#
Date
Title
Source
Description
Tags
W4827
07.08.2012
10 metal right angles and 3 pieces of wood - Jerstin Crosby
WWW
  • 10 metal right angles and 3 pieces of wood Size Variable (Temporary modular public art piece that may be rearranged into any variable form by anyone.) 2001 All that remains of this unrealized modular public art concept are a few wrinkled Xerox co ...

    10 metal right angles and 3 pieces of wood Size Variable (Temporary modular public art piece that may be rearranged into any variable form by anyone.) 2001

    All that remains of this unrealized modular public art concept are a few wrinkled Xerox copies of photographs. As the pieces and the photographs have long been discarded and lost, I have come to think of the Xerox documentation as the piece itself.

    At the time I was hoping to display photographs of the modular sculpture in a variety of forms along a path that led up to it’s placement in a park. The parts could be used to make a temporary tent-like shelter, or an abstract sculpture. They could be strewn around, vandalized, or stolen. The idea was that it would really ‘public’, and the parts could be easily replaced, and would be, if necessary, during a chosen duration in a given location.

    Jerstin Crosby Brooklyn, NY 2012

    10 metal right angles and 3 pieces of wood Size Variable (Temporary modular public art piece that may be rearranged into any variable form by anyone.) 2001 All that remains of this unrealized modular public art concept are a few wrinkled Xerox co ...

    10 metal right angles and 3 pieces of wood Size Variable (Temporary modular public art piece that may be rearranged into any variable form by anyone.) 2001

    All that remains of this unrealized modular public art concept are a few wrinkled Xerox copies of photographs. As the pieces and the photographs have long been discarded and lost, I have come to think of the Xerox documentation as the piece itself.

    At the time I was hoping to display photographs of the modular sculpture in a variety of forms along a path that led up to it’s placement in a park. The parts could be used to make a temporary tent-like shelter, or an abstract sculpture. They could be strewn around, vandalized, or stolen. The idea was that it would really ‘public’, and the parts could be easily replaced, and would be, if necessary, during a chosen duration in a given location.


» Task goal:
Pick out all lines of the entries that include the word "into" and copy them.

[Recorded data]
[Start of Attachment]

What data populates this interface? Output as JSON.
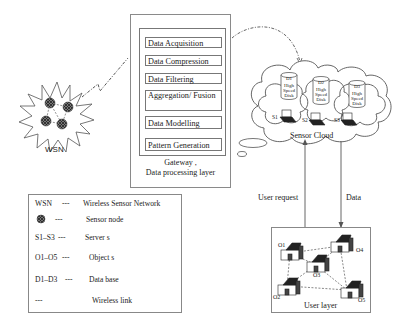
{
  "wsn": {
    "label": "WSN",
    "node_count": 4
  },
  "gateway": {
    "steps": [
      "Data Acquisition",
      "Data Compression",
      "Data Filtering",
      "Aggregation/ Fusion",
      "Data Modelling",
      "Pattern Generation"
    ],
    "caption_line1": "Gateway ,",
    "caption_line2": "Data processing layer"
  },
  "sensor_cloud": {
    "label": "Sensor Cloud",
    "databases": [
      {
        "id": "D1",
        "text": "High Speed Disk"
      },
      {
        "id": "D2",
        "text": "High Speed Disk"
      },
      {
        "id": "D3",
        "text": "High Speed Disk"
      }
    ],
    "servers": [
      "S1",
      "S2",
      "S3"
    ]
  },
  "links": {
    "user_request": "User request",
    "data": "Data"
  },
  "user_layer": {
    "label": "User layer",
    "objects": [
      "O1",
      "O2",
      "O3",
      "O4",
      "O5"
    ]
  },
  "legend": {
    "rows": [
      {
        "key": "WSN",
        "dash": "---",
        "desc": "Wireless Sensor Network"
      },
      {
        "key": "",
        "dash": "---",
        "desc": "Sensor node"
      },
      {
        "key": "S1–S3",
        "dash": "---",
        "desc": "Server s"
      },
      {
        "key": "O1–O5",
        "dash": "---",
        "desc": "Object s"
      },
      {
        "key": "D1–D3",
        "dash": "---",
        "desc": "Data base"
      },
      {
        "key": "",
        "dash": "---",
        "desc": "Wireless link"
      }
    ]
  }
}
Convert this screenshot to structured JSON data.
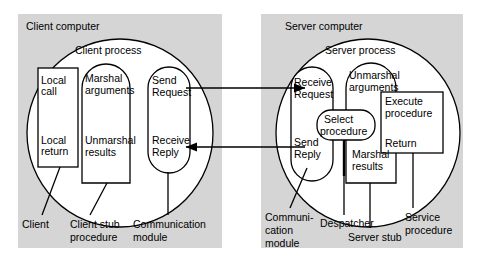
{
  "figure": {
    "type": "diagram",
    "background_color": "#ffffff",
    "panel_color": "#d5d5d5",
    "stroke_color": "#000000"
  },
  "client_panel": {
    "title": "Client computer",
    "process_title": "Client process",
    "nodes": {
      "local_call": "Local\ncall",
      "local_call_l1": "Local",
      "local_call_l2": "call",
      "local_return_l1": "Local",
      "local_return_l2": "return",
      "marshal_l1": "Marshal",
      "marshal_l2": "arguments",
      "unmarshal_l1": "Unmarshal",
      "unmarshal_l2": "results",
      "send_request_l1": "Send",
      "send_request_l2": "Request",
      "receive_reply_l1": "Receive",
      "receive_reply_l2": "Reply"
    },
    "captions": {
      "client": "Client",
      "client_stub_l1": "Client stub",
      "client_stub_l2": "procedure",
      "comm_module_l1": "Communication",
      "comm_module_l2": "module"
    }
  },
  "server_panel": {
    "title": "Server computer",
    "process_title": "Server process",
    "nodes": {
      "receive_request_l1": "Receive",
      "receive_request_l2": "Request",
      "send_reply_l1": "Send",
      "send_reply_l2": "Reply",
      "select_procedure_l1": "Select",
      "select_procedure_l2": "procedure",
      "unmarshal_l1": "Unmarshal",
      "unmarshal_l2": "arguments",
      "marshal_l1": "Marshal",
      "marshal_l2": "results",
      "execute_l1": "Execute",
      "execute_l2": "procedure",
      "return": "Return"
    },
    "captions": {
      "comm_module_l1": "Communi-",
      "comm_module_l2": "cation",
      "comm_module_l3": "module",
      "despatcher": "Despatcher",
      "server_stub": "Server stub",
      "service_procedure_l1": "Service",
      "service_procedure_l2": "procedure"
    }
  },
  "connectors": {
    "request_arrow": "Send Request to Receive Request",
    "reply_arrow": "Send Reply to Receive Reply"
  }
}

[End of Attachment]
[Start of Attachment]

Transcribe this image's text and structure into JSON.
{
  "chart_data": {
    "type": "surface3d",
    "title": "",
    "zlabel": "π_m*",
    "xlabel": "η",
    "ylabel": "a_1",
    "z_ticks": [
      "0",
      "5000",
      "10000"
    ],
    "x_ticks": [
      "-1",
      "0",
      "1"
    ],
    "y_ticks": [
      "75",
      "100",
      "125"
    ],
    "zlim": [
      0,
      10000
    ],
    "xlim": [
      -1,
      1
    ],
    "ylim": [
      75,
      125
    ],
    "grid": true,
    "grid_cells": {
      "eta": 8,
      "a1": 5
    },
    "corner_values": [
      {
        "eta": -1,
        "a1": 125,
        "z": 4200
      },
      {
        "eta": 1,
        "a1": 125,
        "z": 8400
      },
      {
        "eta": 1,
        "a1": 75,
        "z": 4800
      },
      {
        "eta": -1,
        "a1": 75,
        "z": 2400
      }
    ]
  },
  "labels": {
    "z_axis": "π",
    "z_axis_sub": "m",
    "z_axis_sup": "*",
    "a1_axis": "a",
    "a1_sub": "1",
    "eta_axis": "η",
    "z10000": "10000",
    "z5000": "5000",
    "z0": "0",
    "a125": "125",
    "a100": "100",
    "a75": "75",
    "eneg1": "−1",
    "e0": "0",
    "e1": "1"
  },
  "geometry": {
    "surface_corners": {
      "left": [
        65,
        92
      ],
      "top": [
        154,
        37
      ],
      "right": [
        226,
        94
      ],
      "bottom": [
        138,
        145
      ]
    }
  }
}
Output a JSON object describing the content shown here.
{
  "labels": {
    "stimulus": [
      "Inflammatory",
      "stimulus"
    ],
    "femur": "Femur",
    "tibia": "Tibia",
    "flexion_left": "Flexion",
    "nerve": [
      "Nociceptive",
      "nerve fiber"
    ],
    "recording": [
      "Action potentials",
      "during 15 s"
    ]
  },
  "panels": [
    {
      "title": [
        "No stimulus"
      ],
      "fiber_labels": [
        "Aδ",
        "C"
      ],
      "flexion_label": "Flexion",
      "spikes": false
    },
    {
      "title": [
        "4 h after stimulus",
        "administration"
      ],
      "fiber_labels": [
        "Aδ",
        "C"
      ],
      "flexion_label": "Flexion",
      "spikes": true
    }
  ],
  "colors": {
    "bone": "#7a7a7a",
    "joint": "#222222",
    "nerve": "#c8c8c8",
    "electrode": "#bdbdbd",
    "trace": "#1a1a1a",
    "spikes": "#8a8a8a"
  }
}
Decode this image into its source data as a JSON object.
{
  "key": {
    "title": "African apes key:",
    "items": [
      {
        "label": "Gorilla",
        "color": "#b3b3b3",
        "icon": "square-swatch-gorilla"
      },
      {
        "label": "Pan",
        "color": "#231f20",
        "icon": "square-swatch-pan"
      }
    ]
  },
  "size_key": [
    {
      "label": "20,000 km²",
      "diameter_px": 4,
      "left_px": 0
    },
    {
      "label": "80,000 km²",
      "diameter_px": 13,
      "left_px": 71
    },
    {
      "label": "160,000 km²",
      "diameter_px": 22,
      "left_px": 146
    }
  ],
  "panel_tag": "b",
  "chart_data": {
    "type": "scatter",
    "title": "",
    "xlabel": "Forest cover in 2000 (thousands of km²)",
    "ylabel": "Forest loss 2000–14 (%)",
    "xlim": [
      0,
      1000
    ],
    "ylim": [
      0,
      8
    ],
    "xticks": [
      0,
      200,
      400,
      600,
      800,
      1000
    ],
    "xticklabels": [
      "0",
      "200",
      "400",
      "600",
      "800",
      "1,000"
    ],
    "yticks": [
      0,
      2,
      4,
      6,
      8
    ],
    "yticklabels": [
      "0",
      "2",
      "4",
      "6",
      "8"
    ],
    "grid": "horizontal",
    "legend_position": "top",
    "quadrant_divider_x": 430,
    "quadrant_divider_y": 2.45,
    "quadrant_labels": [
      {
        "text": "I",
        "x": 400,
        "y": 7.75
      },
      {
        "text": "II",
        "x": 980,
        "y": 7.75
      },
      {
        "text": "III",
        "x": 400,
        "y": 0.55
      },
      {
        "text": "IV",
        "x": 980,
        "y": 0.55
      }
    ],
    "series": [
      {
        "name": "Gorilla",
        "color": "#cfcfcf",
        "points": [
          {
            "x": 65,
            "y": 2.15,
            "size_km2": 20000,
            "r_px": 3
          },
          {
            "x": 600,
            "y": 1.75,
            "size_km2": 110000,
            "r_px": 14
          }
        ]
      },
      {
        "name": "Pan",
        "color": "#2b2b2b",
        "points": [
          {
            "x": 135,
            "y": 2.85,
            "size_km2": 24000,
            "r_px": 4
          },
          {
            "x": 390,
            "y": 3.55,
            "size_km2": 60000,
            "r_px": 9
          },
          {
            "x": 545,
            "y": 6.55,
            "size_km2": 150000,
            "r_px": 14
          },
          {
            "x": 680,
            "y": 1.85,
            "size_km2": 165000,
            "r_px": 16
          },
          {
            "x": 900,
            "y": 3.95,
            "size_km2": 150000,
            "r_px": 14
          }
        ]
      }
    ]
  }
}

[End of Attachment]

» Answer box:
Transcribe this image's text and structure into JSON.
Decode this image into its source data as a JSON object.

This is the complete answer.